Lessons From Launch Queues

Rift Server Status Page, 9:15 PM EST, March 2nd 2011
Trion's Rift Server Status Page allows you to sort by number of players currently in the queue, which makes it easy to identify the game's most overcrowded servers.  At the time of the above screenshot, fifteen US servers had a queue.  The top twelve (the only ones in the triple digits at the time) were all amongst the seventeen servers whose names were announced prior to the beginning of the headstart.  The fact that the initial servers continue to make up such an overwhelming portion of the overpopulated list is potentially concerning. 

Chris has a post up on Rift Watchers comparing the game's queues, and addition of servers, to other game launches.  I was present for the launches of WoW and Warhammer, and can attest to the fact that they did indeed feature queues.  Blizzard, Mythic, and Trion all chose to launch with conservative numbers of servers and plans to expand rapidly if demand called for it.  The jury remains out on Rift, but I maintain that this tactic is a mistake.

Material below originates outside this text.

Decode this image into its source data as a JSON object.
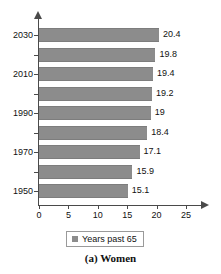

The problem is that players who plan to show up in these games with their guilds are going to pick their server from the list that's available the night before launch, not the expanded list that's available after the queues hit.  The players who are able to change their server plans when they see a launch day queue are probably showing up on their own.

This means that the game's most dedicated players are going to end up stuck on a server with queues that may not get any better anytime soon.  Back in 2004, my guild opted to remain on one of the original 40 WoW servers, and we paid for that call many times over with multi-hour queues that persisted on and off for around three years.

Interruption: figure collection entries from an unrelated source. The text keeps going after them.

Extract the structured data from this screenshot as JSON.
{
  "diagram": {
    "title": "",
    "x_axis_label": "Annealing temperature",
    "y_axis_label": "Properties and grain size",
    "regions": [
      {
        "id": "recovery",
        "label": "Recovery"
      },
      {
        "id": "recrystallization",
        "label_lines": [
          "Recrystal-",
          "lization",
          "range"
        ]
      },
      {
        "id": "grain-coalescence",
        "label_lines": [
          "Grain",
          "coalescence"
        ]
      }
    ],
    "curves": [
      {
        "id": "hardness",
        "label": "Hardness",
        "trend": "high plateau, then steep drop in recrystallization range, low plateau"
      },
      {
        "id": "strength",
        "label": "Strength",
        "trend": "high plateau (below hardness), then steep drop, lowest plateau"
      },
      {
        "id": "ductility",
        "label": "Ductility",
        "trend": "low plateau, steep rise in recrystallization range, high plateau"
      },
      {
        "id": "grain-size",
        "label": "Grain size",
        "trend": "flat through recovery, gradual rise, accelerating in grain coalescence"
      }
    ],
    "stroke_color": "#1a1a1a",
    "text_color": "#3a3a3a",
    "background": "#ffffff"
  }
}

Meanwhile, the servers that are added later fill up with players who have no social ties, making them more likely to change servers again or even leave the game outright (as Mythic discovered with Warhammer). Either way, I'd argue that having to double the number of servers after the fact is far more damaging than launching with a few servers too many. 

LOTRO aside
The one launch that seems to have gotten this question right is LOTRO.  The game had eleven servers during its open beta/headstart period, and it did not add or remove a single server until the free to play relaunch in 2010 (which added three new servers to the mix).  I was horrified when Turbine announced that they were not adding any new servers for the official retail launch, but they had gotten very reliable pre-order numbers and were able to make the correct call.

(The way the LOTRO headstart worked was that you could keep your characters from open beta, but ONLY if you pre-ordered by launch day.  By contrast, Trion's open beta was wiped before the headstart, so I'm guessing that players opted to wait for the final servers to arrive before submitting their pre-orders.)